Once the labeling was done, we ran a script to identify percentages of each label found in the data sample to see the most frequently occurring issues.
The third step follows organically from the annotation phase. As we were labeling our input-output pairs, we observed edge cases and unexpected queries that led us to conduct targeted keyword searches for more such phenomena. This helped to increase the sample size and make the sample richer with representative cases.
For example, in an educational NGO Chatbot context, we observed the sudden revealing of caste category in a routine user request for information on their educational profile. This prompted a targeted keyword search for the terms “caste”, “General”, and other caste names to check for other leakages of this personally identifiable information.

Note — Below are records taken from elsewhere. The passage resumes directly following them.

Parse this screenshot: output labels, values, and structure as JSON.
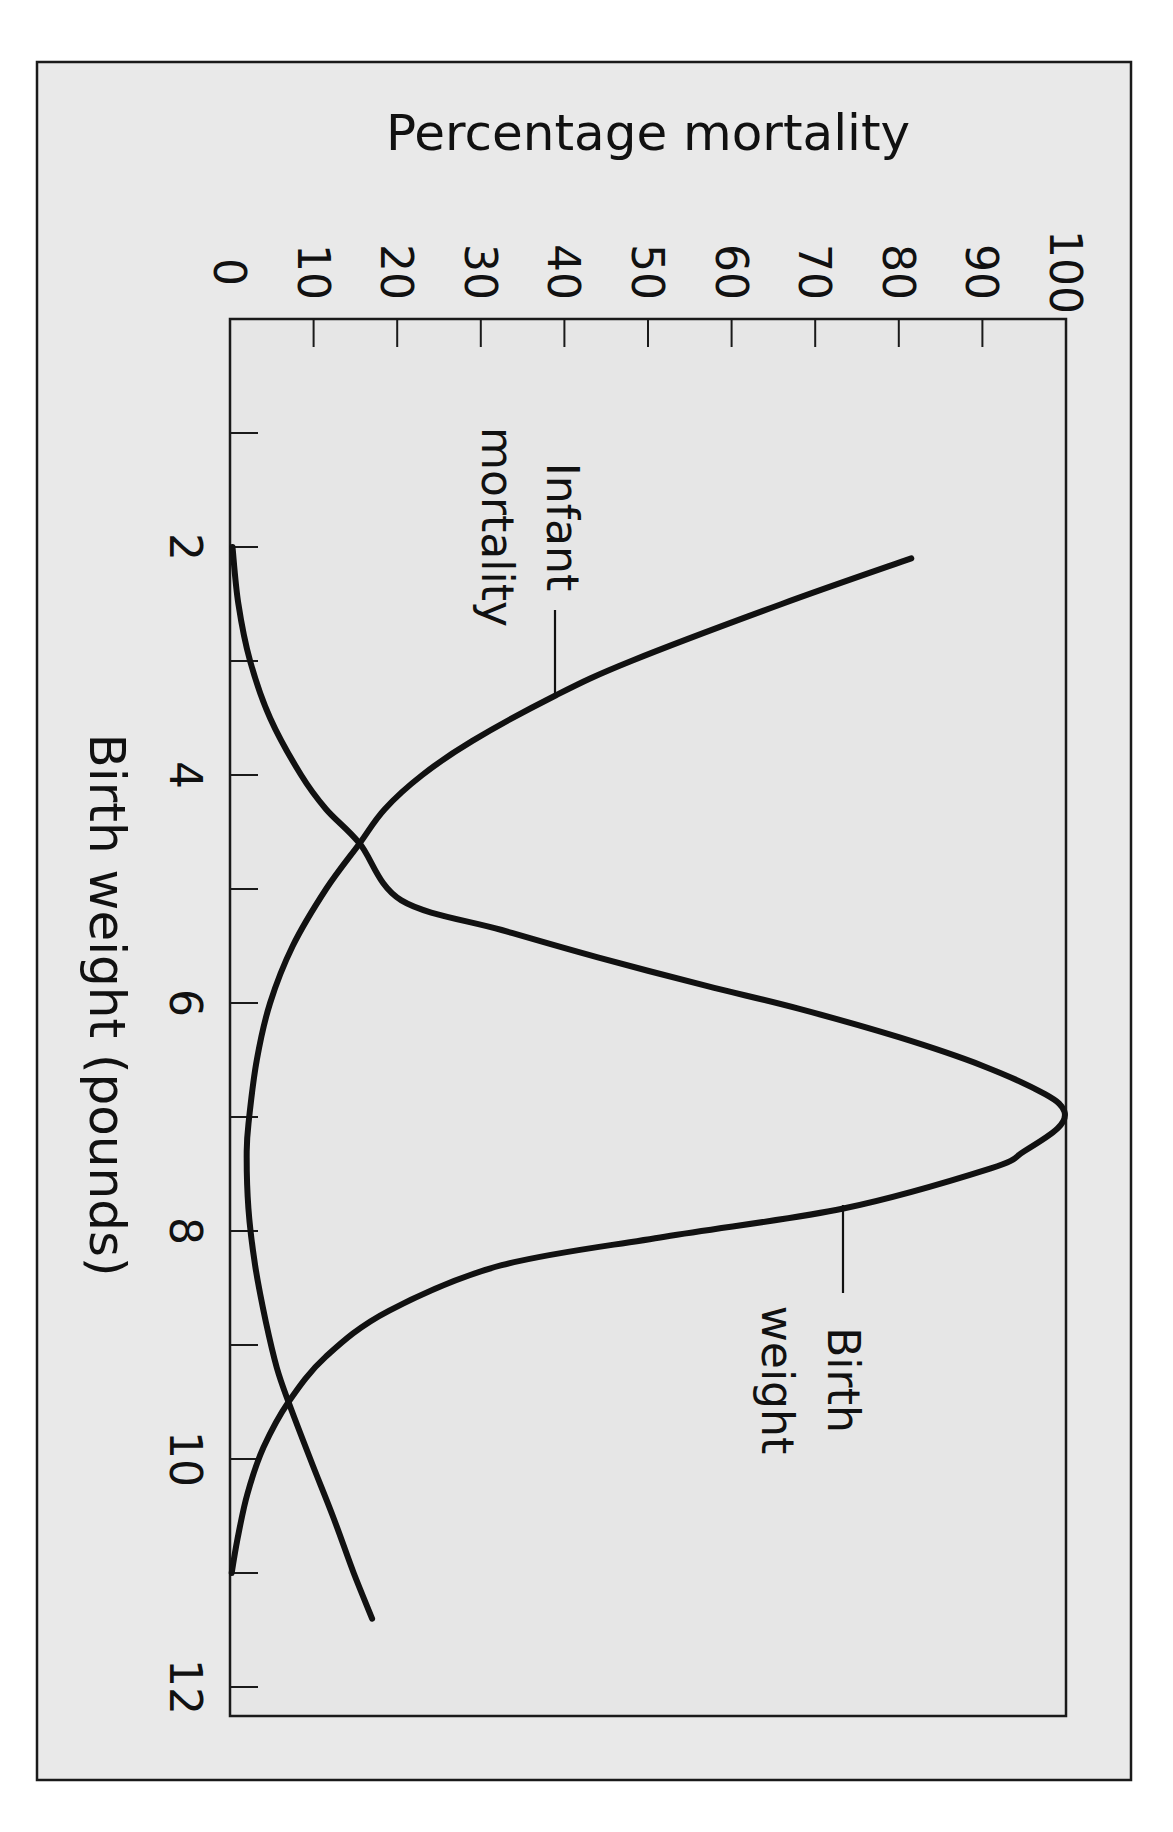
{
  "figure": {
    "orientation": "rotated-90-clockwise"
  },
  "chart_data": {
    "type": "line",
    "title": "",
    "xlabel": "Birth weight (pounds)",
    "ylabel": "Percentage mortality",
    "xlim": [
      0,
      12
    ],
    "ylim": [
      0,
      100
    ],
    "x_ticks": [
      1,
      2,
      3,
      4,
      5,
      6,
      7,
      8,
      9,
      10,
      11,
      12
    ],
    "x_tick_labels": [
      {
        "value": 2,
        "label": "2"
      },
      {
        "value": 4,
        "label": "4"
      },
      {
        "value": 6,
        "label": "6"
      },
      {
        "value": 8,
        "label": "8"
      },
      {
        "value": 10,
        "label": "10"
      },
      {
        "value": 12,
        "label": "12"
      }
    ],
    "y_ticks": [
      10,
      20,
      30,
      40,
      50,
      60,
      70,
      80,
      90
    ],
    "y_tick_labels": [
      {
        "value": 0,
        "label": "0"
      },
      {
        "value": 10,
        "label": "10"
      },
      {
        "value": 20,
        "label": "20"
      },
      {
        "value": 30,
        "label": "30"
      },
      {
        "value": 40,
        "label": "40"
      },
      {
        "value": 50,
        "label": "50"
      },
      {
        "value": 60,
        "label": "60"
      },
      {
        "value": 70,
        "label": "70"
      },
      {
        "value": 80,
        "label": "80"
      },
      {
        "value": 90,
        "label": "90"
      },
      {
        "value": 100,
        "label": "100"
      }
    ],
    "grid": false,
    "legend": "none (inline annotations)",
    "series": [
      {
        "name": "Infant mortality",
        "label_lines": [
          "Infant",
          "mortality"
        ],
        "points": [
          [
            2.1,
            81.5
          ],
          [
            2.5,
            66
          ],
          [
            3.0,
            48
          ],
          [
            3.3,
            39
          ],
          [
            3.7,
            29
          ],
          [
            4.0,
            23
          ],
          [
            4.3,
            18.5
          ],
          [
            4.6,
            15.5
          ],
          [
            5.0,
            11.5
          ],
          [
            5.5,
            7.5
          ],
          [
            6.0,
            4.8
          ],
          [
            6.5,
            3.2
          ],
          [
            7.0,
            2.3
          ],
          [
            7.3,
            2.0
          ],
          [
            7.8,
            2.2
          ],
          [
            8.3,
            3.0
          ],
          [
            8.8,
            4.3
          ],
          [
            9.2,
            5.6
          ],
          [
            9.5,
            7.0
          ],
          [
            10.0,
            9.6
          ],
          [
            10.5,
            12.3
          ],
          [
            11.0,
            14.8
          ],
          [
            11.4,
            17.0
          ]
        ]
      },
      {
        "name": "Birth weight",
        "label_lines": [
          "Birth",
          "weight"
        ],
        "points": [
          [
            2.0,
            0.3
          ],
          [
            2.5,
            1.0
          ],
          [
            3.0,
            2.4
          ],
          [
            3.5,
            4.8
          ],
          [
            4.0,
            8.5
          ],
          [
            4.3,
            11.5
          ],
          [
            4.6,
            15.5
          ],
          [
            5.1,
            20.5
          ],
          [
            5.36,
            32.5
          ],
          [
            5.6,
            44
          ],
          [
            5.85,
            57
          ],
          [
            6.05,
            68
          ],
          [
            6.3,
            80
          ],
          [
            6.55,
            90
          ],
          [
            6.8,
            97.5
          ],
          [
            6.95,
            99.8
          ],
          [
            7.1,
            99
          ],
          [
            7.3,
            95
          ],
          [
            7.45,
            91
          ],
          [
            7.8,
            73.5
          ],
          [
            8.05,
            52
          ],
          [
            8.3,
            32.5
          ],
          [
            8.7,
            19
          ],
          [
            9.1,
            11.5
          ],
          [
            9.5,
            7.0
          ],
          [
            9.9,
            4.0
          ],
          [
            10.3,
            2.1
          ],
          [
            10.7,
            0.9
          ],
          [
            11.0,
            0.2
          ]
        ]
      }
    ],
    "annotations": [
      {
        "text": "Infant mortality",
        "attached_to": "Infant mortality",
        "at": [
          3.3,
          39
        ]
      },
      {
        "text": "Birth weight",
        "attached_to": "Birth weight",
        "at": [
          7.8,
          73.5
        ]
      }
    ]
  }
}
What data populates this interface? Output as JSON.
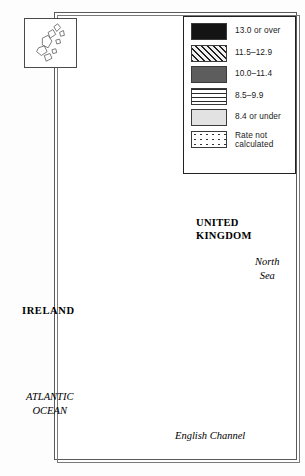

The final step of the process involves analysis to identify patterns emerging in the annotation labels, doing close readings of the input-output pairs showing high-risk LLM responses, checking for tone in messages, and noting outliers in the annotations. To begin with we conducted a simple count for all labels to determine the overall amount of inaccurate or unhelpful responses observed in our sample. As shown below there was about a 20% incidence of errors of various kinds.
Example of Output Analysis (Total 503)
| Accurate Responses | 80% |
| Response with Errors | 20% |
The error breakdown provides valuable insights into specific areas needing improvement:
| Count | Percentage | |
|---|---|---|
| Out of Scope | 71 | ~14% |
| Language Error | 46 | ~9% |
| Risky | 3 | ~0.6% |
| Vague | 19 | ~4% |
| Unhelpful | 12 | ~2.4% |
There are a number of things you can analyse when looking at the percentages of each error, re-reading input-output pairs to determine why the LLM responds vaguely to certain queries and not others, etc. As a starting point, we focused on the following:
Edge case queries - out of scope queries for which the LLM was frequently hallucinating responses, unexpected queries that were related to the theme of the LLM but outside its specific scope. The latter was revealed to us through our first consultation with one of the clients where we presented analyses from our first round of evaluations on their pilot data. We had noted that nutrition was the second most frequent query topic and the chatbot frequently developed a prescriptive tone in responding to these questions. Since this was a healthcare related AI tool, we had not considered this to be out of topic but the clients informed us that nutrition was not a topic in their knowledge base and that they did not want the LLM to be responding to these queries at all.
It is important to state here that the process outlined above is iterative, not linear. This means that sampling was not just done one time, but with each round of annotations, we refined and added to our sample. Similarly, after conducting an initial round of analysis, we shared our initial findings with the client and based on their feedback repeated the analysis on a smaller sample of the dataset. For the healthcare context for e.g. we focused on the nutritional queries and responses to observe how the LLM was answering these out-of-scope questions.
The factors that pose limitations when addressed intentionally can become markers of effective evaluations.
For organizations looking to implement human evaluations, we suggest starting with this checklist:
Day One Checklist
Building Over Time
The systematic approach to human evaluations outlined here provides a foundation for organizations seeking to understand and improve their LLM systems through periodic, accessible, and sustainable evaluations.